Here’s what they found:
· Of 164 screened patients, 120 met study criteria and were randomly assigned to the standard treatment (59) or to the measurement-based care groups (61).
· Patients were predominately female (64%), married (78%), and had past episodes of depression (3.2). The measurement-based care group was a bit younger, but the other characteristics were similar.
· Discontinuation did not differ significantly between the measurement-based care and standard treatment groups (27.9% and 37.3%). Likewise, treatment adherence was similar (99.8% and 99.7%).
· People in the measurement-based group received higher dosages of antidepressants (at week 24, about 20% more).

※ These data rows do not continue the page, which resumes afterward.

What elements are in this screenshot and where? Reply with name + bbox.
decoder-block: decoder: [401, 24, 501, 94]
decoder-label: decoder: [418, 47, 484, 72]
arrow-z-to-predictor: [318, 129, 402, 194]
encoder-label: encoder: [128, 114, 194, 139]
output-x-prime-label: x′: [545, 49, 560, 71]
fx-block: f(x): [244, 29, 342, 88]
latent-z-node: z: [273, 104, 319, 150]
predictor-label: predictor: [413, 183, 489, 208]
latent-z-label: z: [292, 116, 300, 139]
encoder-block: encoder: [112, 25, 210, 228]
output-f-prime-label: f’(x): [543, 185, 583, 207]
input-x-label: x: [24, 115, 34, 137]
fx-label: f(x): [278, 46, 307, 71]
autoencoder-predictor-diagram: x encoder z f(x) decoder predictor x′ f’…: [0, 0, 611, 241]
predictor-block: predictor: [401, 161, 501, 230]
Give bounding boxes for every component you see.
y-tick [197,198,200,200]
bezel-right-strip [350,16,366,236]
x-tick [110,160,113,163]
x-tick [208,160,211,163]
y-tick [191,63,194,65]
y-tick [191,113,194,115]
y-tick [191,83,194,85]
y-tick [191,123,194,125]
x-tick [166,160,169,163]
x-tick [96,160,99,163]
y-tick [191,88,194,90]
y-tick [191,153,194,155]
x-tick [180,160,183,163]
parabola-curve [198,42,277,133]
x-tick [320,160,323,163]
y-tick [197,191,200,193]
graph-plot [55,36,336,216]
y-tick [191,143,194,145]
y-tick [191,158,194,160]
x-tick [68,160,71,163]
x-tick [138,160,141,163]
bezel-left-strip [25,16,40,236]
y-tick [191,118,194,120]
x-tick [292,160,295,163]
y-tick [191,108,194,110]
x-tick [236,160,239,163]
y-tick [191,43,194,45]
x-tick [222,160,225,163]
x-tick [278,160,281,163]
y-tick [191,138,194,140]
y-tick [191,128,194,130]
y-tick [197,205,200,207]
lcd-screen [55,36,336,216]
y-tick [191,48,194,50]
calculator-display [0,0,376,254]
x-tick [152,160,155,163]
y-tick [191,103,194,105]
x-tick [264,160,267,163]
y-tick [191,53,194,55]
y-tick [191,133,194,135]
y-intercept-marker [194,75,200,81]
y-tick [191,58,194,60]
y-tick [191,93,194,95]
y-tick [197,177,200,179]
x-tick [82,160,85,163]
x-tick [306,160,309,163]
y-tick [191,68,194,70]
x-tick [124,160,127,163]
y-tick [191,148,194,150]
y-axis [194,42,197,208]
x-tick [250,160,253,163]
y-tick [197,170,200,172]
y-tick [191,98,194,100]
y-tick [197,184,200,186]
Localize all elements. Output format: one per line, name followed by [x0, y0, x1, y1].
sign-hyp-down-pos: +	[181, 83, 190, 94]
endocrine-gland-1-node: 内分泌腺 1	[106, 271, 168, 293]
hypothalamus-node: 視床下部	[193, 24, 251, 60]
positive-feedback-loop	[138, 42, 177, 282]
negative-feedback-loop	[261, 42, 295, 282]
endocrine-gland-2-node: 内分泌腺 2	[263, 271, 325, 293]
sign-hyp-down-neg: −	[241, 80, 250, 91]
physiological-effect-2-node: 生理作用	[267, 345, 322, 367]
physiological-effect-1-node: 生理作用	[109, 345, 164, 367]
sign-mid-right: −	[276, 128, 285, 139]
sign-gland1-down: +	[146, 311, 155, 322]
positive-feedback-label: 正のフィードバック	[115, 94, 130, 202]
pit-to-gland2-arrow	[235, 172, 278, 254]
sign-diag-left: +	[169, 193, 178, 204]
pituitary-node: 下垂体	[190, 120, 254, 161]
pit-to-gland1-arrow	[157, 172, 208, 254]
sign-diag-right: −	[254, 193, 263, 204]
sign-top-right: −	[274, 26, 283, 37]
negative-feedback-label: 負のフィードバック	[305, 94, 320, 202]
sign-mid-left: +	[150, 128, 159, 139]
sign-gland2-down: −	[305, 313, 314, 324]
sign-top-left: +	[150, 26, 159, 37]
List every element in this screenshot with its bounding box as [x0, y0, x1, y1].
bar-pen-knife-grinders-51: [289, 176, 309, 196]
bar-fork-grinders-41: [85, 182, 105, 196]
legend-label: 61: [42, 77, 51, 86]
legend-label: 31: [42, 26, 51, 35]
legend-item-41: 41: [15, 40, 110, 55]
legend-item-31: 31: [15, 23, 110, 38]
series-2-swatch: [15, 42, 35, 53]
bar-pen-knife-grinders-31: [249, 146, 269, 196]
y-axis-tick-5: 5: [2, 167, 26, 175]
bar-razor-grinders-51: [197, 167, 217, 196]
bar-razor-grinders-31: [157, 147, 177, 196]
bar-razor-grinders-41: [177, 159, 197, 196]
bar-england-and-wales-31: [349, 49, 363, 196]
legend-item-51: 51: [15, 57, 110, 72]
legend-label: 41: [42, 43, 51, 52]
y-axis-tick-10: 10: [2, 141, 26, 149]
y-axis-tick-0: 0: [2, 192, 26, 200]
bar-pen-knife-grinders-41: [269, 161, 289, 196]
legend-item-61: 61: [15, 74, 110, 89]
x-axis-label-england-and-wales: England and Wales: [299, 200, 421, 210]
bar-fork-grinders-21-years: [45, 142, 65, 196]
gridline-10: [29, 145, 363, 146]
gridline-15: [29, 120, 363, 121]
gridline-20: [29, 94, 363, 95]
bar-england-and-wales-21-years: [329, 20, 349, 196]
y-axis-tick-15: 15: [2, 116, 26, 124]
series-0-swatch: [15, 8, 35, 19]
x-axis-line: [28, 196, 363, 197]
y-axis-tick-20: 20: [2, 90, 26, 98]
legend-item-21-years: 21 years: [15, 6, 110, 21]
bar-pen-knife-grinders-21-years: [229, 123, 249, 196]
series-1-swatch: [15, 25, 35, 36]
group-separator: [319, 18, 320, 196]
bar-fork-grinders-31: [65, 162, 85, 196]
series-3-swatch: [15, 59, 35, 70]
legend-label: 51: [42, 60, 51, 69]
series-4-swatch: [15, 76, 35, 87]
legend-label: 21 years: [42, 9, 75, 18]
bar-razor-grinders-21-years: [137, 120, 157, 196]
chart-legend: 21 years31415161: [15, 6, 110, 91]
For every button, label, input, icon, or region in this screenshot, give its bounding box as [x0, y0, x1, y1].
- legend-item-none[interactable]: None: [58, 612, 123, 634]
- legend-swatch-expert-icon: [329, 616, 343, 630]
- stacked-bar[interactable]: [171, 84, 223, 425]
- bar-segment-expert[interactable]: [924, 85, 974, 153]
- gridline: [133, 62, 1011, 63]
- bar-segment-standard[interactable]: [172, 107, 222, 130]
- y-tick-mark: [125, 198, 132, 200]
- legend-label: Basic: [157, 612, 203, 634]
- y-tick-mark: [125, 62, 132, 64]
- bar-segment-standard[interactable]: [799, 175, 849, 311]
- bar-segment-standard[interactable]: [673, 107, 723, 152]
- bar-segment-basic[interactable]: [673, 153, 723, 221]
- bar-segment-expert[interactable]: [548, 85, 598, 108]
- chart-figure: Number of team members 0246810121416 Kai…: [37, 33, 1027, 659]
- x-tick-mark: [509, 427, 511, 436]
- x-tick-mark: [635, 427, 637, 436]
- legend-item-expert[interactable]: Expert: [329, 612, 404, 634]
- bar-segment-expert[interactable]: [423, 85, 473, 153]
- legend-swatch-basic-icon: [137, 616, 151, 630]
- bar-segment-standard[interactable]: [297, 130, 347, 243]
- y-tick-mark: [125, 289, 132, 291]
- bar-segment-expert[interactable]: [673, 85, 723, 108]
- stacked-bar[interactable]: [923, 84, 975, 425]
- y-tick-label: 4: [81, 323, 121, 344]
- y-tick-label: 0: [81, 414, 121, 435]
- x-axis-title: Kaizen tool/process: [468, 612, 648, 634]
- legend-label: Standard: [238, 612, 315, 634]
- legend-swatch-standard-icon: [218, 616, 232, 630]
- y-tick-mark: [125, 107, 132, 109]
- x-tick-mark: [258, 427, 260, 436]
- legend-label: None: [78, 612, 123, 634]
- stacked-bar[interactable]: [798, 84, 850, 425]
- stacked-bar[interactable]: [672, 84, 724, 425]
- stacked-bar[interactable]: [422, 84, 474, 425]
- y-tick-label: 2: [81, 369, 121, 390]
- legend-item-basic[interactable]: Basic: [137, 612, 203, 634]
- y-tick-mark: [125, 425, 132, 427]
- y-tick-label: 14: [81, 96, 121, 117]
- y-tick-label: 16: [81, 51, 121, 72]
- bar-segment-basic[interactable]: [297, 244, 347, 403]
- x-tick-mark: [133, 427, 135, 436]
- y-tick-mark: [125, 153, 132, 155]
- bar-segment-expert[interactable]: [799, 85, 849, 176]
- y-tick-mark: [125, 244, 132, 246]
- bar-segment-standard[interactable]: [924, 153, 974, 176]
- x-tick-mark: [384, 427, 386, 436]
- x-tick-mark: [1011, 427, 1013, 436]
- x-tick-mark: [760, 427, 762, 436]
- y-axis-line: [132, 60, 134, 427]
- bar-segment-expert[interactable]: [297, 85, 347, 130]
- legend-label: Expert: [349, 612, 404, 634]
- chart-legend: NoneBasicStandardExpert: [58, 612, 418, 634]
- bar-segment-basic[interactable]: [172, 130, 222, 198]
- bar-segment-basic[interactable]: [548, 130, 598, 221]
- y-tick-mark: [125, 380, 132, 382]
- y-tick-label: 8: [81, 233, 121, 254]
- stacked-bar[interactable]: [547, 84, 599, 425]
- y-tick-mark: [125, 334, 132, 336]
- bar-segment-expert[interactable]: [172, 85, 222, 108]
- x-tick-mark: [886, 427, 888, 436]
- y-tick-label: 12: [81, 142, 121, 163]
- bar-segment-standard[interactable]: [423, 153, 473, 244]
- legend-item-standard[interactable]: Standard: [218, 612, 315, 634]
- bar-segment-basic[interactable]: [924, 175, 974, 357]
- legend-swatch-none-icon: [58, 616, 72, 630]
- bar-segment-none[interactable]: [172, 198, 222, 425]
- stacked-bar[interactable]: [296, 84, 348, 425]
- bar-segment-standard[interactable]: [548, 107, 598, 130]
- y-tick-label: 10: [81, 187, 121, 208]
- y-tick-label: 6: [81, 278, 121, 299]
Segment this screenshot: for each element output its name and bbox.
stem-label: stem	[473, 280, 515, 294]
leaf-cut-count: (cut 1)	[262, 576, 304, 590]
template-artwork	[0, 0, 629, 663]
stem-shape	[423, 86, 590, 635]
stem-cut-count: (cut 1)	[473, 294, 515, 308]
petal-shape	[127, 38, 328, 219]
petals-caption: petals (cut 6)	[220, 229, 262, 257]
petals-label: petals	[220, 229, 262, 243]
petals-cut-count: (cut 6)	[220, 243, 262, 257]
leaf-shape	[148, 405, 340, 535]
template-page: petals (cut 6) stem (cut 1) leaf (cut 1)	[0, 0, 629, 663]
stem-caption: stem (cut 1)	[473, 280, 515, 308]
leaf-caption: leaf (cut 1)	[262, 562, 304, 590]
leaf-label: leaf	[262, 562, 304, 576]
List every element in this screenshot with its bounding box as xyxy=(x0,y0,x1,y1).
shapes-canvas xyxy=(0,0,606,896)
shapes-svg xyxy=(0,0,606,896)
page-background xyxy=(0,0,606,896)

· They tended to respond better than the standard treatment group (86.9% vs. 62.7%); they had a much higher remission rate (73.8% vs. 28.8%); their time to response to treatment was shorter (4.5 weeks vs. 8.1 weeks). !! See the figures below.
· The HAM-D scores decreased significantly in both groups, but the change was significantly larger in the measurement-based care group (p<0.001). !
· Adverse events occurred about equally in the two groups.
The study authors write:
To the best of our knowledge, this was the first randomized controlled trial with blind raters to systematically investigate the effect of measurement-based care, compared with standard treatment, on time to response and remission in patients with major depression, using identical medication options in the two groups in order to isolate the effect of measurement-based care.
More:
Our study demonstrated significantly higher response and remission rates at 6 months in the measurement-based care group compared with the standard treatment group, translating into numbers needed to treat of 5 and 3 for response and remission, respectively.
A few thoughts:
1. This is a good study – well designed and thoughtful.
2. The result is big. People in the measurement-based group didn’t do somewhat better than the people in the standard treatment group, they did much better. Consider: people in the measurement-based group responded or remitted about twice as fast as the standard treatment group. One explanation is that they were treated far more aggressively, with dosing pushed up faster. Yet, despite that aggressiveness, side effects, clinic visits, and attrition rates were similar between the two groups.
3. At the very least, this study result suggests that practice guidelines need to be better developed and more specific.
4. It’s possible to push further too: while more studies are needed, this paper certainly indicates that our usual approach is badly inferior to an approach involving scales and a clearly defined algorithm.
Reading of the Week. Every week I pick a reading — often an article or a paper — from the world of Psychiatry.